Frage

Is there any way to emulate an inline namespace with MSVC?

LLVM's libc++ uses this to create a hidden versioned namespace like so:

#define _LIBCPP_BEGIN_NAMESPACE_STD namespace std {inline namespace _LIBCPP_NAMESPACE {
#define _LIBCPP_END_NAMESPACE_STD  } }
#define _VSTD std::_LIBCPP_NAMESPACE
namespace std {
  inline namespace _LIBCPP_NAMESPACE {
  }
}

And emulates it on GCC like so:

#define _LIBCPP_BEGIN_NAMESPACE_STD namespace std { namespace _LIBCPP_NAMESPACE {
#define _LIBCPP_END_NAMESPACE_STD  } }
#define _VSTD std::_LIBCPP_NAMESPACE

namespace std {
namespace _LIBCPP_NAMESPACE {
}
using namespace _LIBCPP_NAMESPACE __attribute__((__strong__));
}

Now my question is, how do I achieve the same with MSVC? If it's not possible, I'll be happy with a solution that leaves out the versioning (for now), which I guess would be

#define _LIBCPP_BEGIN_NAMESPACE_STD namespace std {
#define _LIBCPP_END_NAMESPACE_STD }
#define _VSTD std

But kind of defeats the purpose...

War es hilfreich?

Lösung

I'm afraid there is no possibility of such emulation. Microsoft seems to be very uninterested in symbol versioning, even though they break ABI on their standard library on every single new revision of their compiler. The GCC emulation works because strong using was the basis for the inline namespace feature. Microsoft never had a similar thing, so you can't emulate inline namespaces. I'm afraid you're stuck with not versioning libc++ for now.

There is one feature in Microsoft's compiler that may help. This is #pragma detect_mismatch: http://msdn.microsoft.com/en-us/library/ee956429.aspx

Basically, you put

#pragma detect_mismatch("libcxx_version", "1.0")

into a central libc++ header file, and every module that includes that file will have a record placed in it that contains the key and value. The Microsoft linker checks, when linking modules, that all such records have the same value for any given name, and complains if there is a mismatch.

The end result is that you can't have multiple parallel versions of libc++ in a single program, but at least you won't get silent corruption from linking incompatible object files that cause nasty crashes at runtime.

Edit: forgot to mention: this feature is new in VS2010, but porting libc++ to a compiler without rvalue refs is probably rather hopeless anyway.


# Task instructions
Copy each line of the data below in which the word "Alpine" can be found.

# Record set
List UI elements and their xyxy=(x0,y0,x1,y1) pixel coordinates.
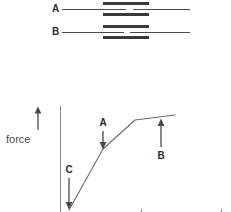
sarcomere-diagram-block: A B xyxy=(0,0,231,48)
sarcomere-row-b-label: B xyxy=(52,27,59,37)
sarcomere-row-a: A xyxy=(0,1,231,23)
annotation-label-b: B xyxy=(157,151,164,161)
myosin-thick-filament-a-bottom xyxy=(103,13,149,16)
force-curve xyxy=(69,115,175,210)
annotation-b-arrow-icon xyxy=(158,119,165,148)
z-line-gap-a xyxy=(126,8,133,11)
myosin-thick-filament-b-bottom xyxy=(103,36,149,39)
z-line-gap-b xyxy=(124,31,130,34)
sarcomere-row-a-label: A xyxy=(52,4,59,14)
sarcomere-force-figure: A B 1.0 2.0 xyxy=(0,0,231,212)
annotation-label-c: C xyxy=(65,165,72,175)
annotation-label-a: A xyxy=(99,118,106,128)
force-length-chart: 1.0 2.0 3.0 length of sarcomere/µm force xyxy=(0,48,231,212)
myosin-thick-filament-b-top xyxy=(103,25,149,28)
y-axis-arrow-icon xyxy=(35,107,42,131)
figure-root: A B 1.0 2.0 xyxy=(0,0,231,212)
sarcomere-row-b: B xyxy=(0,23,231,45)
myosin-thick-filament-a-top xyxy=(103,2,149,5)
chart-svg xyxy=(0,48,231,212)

...

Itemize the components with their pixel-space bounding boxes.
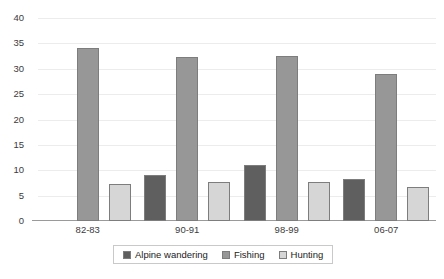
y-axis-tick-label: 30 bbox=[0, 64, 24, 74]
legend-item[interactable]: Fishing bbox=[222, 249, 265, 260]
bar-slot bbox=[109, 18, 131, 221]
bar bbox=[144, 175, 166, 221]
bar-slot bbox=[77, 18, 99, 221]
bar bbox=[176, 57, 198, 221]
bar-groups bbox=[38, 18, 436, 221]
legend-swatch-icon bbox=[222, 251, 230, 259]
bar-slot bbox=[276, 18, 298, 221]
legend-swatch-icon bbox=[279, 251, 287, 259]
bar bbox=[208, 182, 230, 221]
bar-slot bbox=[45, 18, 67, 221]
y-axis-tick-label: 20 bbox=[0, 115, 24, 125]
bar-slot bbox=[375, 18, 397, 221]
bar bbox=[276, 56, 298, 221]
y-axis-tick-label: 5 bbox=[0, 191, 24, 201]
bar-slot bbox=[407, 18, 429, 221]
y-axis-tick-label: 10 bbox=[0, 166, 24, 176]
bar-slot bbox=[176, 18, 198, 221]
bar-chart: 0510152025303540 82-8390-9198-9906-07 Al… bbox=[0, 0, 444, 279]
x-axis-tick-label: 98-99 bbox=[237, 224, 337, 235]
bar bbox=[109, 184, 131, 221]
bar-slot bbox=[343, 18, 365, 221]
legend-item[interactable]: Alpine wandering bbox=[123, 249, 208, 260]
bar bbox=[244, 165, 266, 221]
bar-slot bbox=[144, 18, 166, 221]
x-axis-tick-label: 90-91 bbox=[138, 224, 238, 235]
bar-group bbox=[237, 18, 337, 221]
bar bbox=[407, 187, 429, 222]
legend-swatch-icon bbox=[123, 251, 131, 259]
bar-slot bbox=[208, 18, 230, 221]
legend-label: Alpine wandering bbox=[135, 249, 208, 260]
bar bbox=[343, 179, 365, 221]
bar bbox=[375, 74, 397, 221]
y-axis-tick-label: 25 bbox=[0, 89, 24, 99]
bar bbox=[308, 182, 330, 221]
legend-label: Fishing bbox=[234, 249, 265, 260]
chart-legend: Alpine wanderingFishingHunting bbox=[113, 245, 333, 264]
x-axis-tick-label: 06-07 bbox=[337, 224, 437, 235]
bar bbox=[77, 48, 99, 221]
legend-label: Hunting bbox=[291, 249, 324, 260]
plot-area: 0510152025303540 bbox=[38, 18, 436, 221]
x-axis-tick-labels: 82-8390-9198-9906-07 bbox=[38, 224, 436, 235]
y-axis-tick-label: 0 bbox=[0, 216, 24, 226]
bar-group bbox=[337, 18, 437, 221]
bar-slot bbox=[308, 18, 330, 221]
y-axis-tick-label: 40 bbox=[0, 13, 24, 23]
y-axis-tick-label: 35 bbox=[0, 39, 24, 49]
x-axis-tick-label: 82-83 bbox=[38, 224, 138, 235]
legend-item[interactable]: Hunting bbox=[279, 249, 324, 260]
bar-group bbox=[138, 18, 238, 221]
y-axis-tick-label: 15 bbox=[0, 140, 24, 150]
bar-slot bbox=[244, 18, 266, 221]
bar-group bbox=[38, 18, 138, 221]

# Answer to the problem
legend-item[interactable]: Alpine wandering bbox=[123, 249, 208, 260]
legend-label: Alpine wandering bbox=[135, 249, 208, 260]
chart-legend: Alpine wanderingFishingHunting bbox=[113, 245, 333, 264]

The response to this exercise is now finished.